Faust (dir. F.W. Murnau, 1926)
Reflections of Evil (dir. Damon Packard, 2002) One of the most disgusting and confounding films I’ve ever seen, but how Packard explores the political climates of several different decades, pop culture and capitalism almost exclusively through one man’s foul-mouthed adventures walking through L.A. selling watches is inspiring, especially in its dazzling final sequence. It also explores Spielberg’s immeasurable effect on culture in a way similar to house Spielberg does himself in Ready Player One.
Christine (dir. John Carpenter, 1983)*
Torso (dir. Sergio Martino, 1973)
Scream (dir. Wes Craven, 1996)*
Dracula (dir. Francis Ford Coppola, 1992)*
Nightmare Detective (dir. Shinya Tsukamoto, 2006)

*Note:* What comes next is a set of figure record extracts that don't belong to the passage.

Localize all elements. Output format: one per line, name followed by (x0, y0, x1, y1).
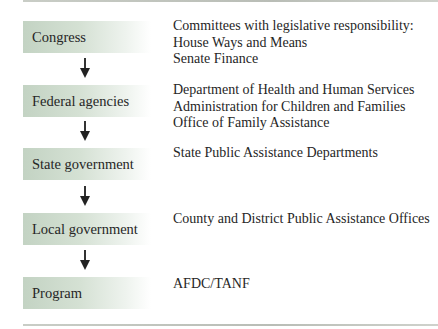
level-label: State government (32, 156, 134, 173)
level-label: Program (32, 285, 82, 302)
level-label: Federal agencies (32, 93, 129, 110)
top-rule (23, 0, 438, 2)
arrow-down-icon (80, 186, 90, 206)
detail-line: County and District Public Assistance Of… (173, 211, 435, 228)
detail-line: Committees with legislative responsibili… (173, 18, 435, 35)
detail-line: State Public Assistance Departments (173, 145, 435, 162)
detail-line: Senate Finance (173, 51, 435, 68)
arrow-down-icon (80, 121, 90, 141)
detail-line: Administration for Children and Families (173, 99, 435, 116)
level-label: Local government (32, 221, 138, 238)
level-details-state-government: State Public Assistance Departments (173, 145, 435, 162)
level-box-local-government: Local government (23, 213, 151, 245)
level-label: Congress (32, 29, 86, 46)
arrow-down-icon (80, 58, 90, 78)
level-box-congress: Congress (23, 21, 151, 53)
detail-line: AFDC/TANF (173, 276, 435, 293)
level-box-federal-agencies: Federal agencies (23, 85, 151, 117)
level-box-state-government: State government (23, 148, 151, 180)
level-details-federal-agencies: Department of Health and Human Services … (173, 82, 435, 132)
detail-line: Department of Health and Human Services (173, 82, 435, 99)
level-box-program: Program (23, 277, 151, 309)
level-details-local-government: County and District Public Assistance Of… (173, 211, 435, 228)
level-details-congress: Committees with legislative responsibili… (173, 18, 435, 68)
level-details-program: AFDC/TANF (173, 276, 435, 293)
arrow-down-icon (80, 250, 90, 270)
bottom-rule (23, 324, 438, 326)
detail-line: Office of Family Assistance (173, 115, 435, 132)
detail-line: House Ways and Means (173, 35, 435, 52)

Student Bodies (dir. Mickey Rose, 1981)
Giallo (dir. Dario Argento, 2009) I’m so consistently amazed with how self-reflexive horror auteurs get later on in their careers, as well as by how unwilling audiences who praise their early work are to buy into said work. To hyper-focus on this film’s aesthetic as generic and its violence gratuitous (and the same goes for 2004’s THE CARD PLAYER) is ignoring how painstakingly Argento wrestles with a genre he revolutionized. I mean, our antagonist here is a entitled man who sexualizes violence and whose skin has gone yellow in order to justify his namesake being that of said genre, how much more does he have to spell it out before he can be given credit (instead of using this as an opportunity to, say, jab at Argento for a negative review of the film by saying he is “yellowing with age”, Fangoria…….). Of course, I don’t mean to discredit the film by simplifying it in such a way but that Argento was this obvious in his attempt to self-reflect, it becomes especially evident that he, nor the genre, are taken seriously. I particularly think that this progresses the genre in its equal pathologizing of both parties of its cat-and-mouse game (both portrayed by Brody), ultimately sparing its victim in the end but leaving the originator of her trauma relatively ambiguous. At once, it is obvious that the character Giallo is to blame for his horrific violence, but it never takes the magnifying glass off of the detective character either, nor off of the giallo genre itself. I need to revisit some early Argento because I remember appreciating them for their craft and innovation, but that was much easier to do in the 70s (with regards to the subject matter of other films, at least). What he experiments with in his post-2000 work, however, is even more fascinating to me and will need to be examined.